For Sale: Baby shoes, never worn.

Hemingway is said to have considered this his best work. While I would agree, I suspect his literary agent would not. Six word stories are harder to sell than sixty thousand word novels. Conventions in form often work against simplicity and clarity, even when the results are more profound.

Apparently, this is true not only for literature but for economics too. In the latest issue of Econ Journal Watch , economics professor David Hakes confesses his crimes against clarity :

Think back to your first years in graduate school. The most mathematically complex papers required a great deal of time and effort to read. The papers were written as if to a private club, and we felt proud when we successfully entered the club. Although I copied the style of these overly complex and often poorly written papers in my first few research attempts, I grew out of it quite quickly. I didn’t do so on my own. I was lucky to be surrounded by mature confident researchers at my first academic appointment. They taught me that if you are confident in your research you will write to include, not exclude. You will write to inform, not impress. It is with apologies to my research and writing mentors that I report the following events.

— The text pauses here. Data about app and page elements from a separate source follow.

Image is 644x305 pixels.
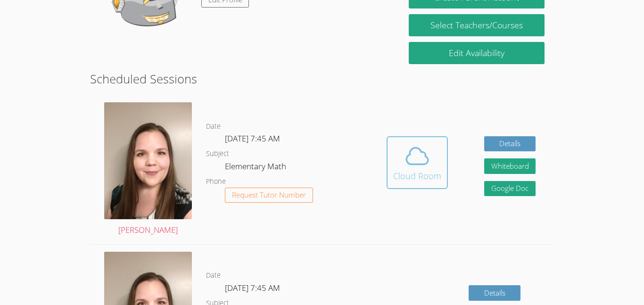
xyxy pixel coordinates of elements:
[232,192,306,198] span: Request Tutor Number
[225,282,280,293] span: [DATE] 7:45 AM
[484,181,536,197] a: Google Doc
[225,133,280,144] span: [DATE] 7:45 AM
[409,42,545,64] a: Edit Availability
[206,148,229,160] dt: Subject
[206,269,221,281] dt: Date
[484,136,536,152] a: Details
[90,70,554,87] h2: Scheduled Sessions
[104,102,192,219] img: avatar.png
[225,187,313,203] button: Request Tutor Number
[386,136,448,189] button: Cloud Room
[104,102,192,237] a: [PERSON_NAME]
[469,285,520,301] a: Details
[393,170,441,182] div: Cloud Room
[484,158,536,174] button: Whiteboard
[225,160,288,176] dd: Elementary Math
[206,121,221,133] dt: Date
[409,14,545,36] a: Select Teachers/Courses
[206,176,226,187] dt: Phone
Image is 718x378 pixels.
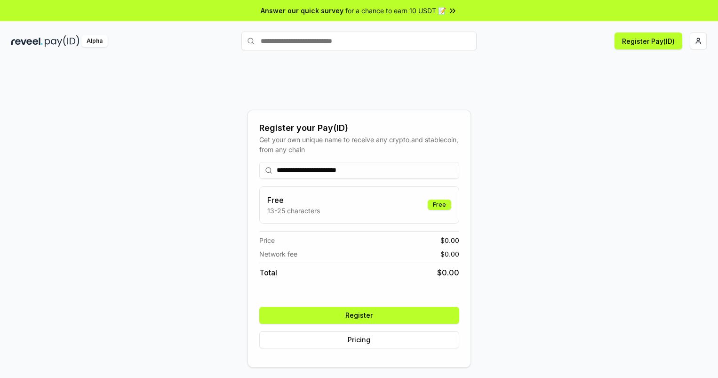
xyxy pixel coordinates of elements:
[81,35,108,47] div: Alpha
[615,32,682,49] button: Register Pay(ID)
[259,235,275,245] span: Price
[440,249,459,259] span: $ 0.00
[11,35,43,47] img: reveel_dark
[437,267,459,278] span: $ 0.00
[259,135,459,154] div: Get your own unique name to receive any crypto and stablecoin, from any chain
[440,235,459,245] span: $ 0.00
[267,206,320,216] p: 13-25 characters
[345,6,446,16] span: for a chance to earn 10 USDT 📝
[259,307,459,324] button: Register
[428,200,451,210] div: Free
[261,6,344,16] span: Answer our quick survey
[267,194,320,206] h3: Free
[259,249,297,259] span: Network fee
[45,35,80,47] img: pay_id
[259,121,459,135] div: Register your Pay(ID)
[259,331,459,348] button: Pricing
[259,267,277,278] span: Total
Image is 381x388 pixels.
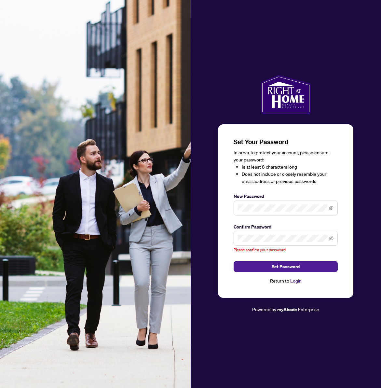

Hakes relates how he helped a colleague prepare a paper: “We managed to reduce the equations in the paper to six. At this stage the paper was perfectly clear and was written at a level so that it could reach a broad audience.” But after submitting it to a journal is was deemed “self-evident.”

So Hakes made it more complicated:

While making the same point as the original paper, the new paper would be more mathematically elegant, and it would become absolutely impenetrable to most readers. The resulting paper had fifteen equations, two propositions and proofs, dozens of additional mathematical expressions, and a mathematical appendix containing nineteen equations and even more mathematical expressions. I personally could no longer understand the paper and I could not possibly present the paper alone.

[ . . . ]

Even for mathematicians, the paper may no longer pass a cost-benefit test. That is, the time and effort necessary to read the paper may exceed the benefits received from reading it.


The process reveals another insight provided by economics: Preference falsification - the act of misrepresenting one’s wants under perceived social pressures.

“I wish I could promise that in the future I will always write to inform rather than to impress,” Hakes says, but if a future editor asked him to unnecessarily complicate the paper he’d “probably do as they requested rather than fight for clarity.”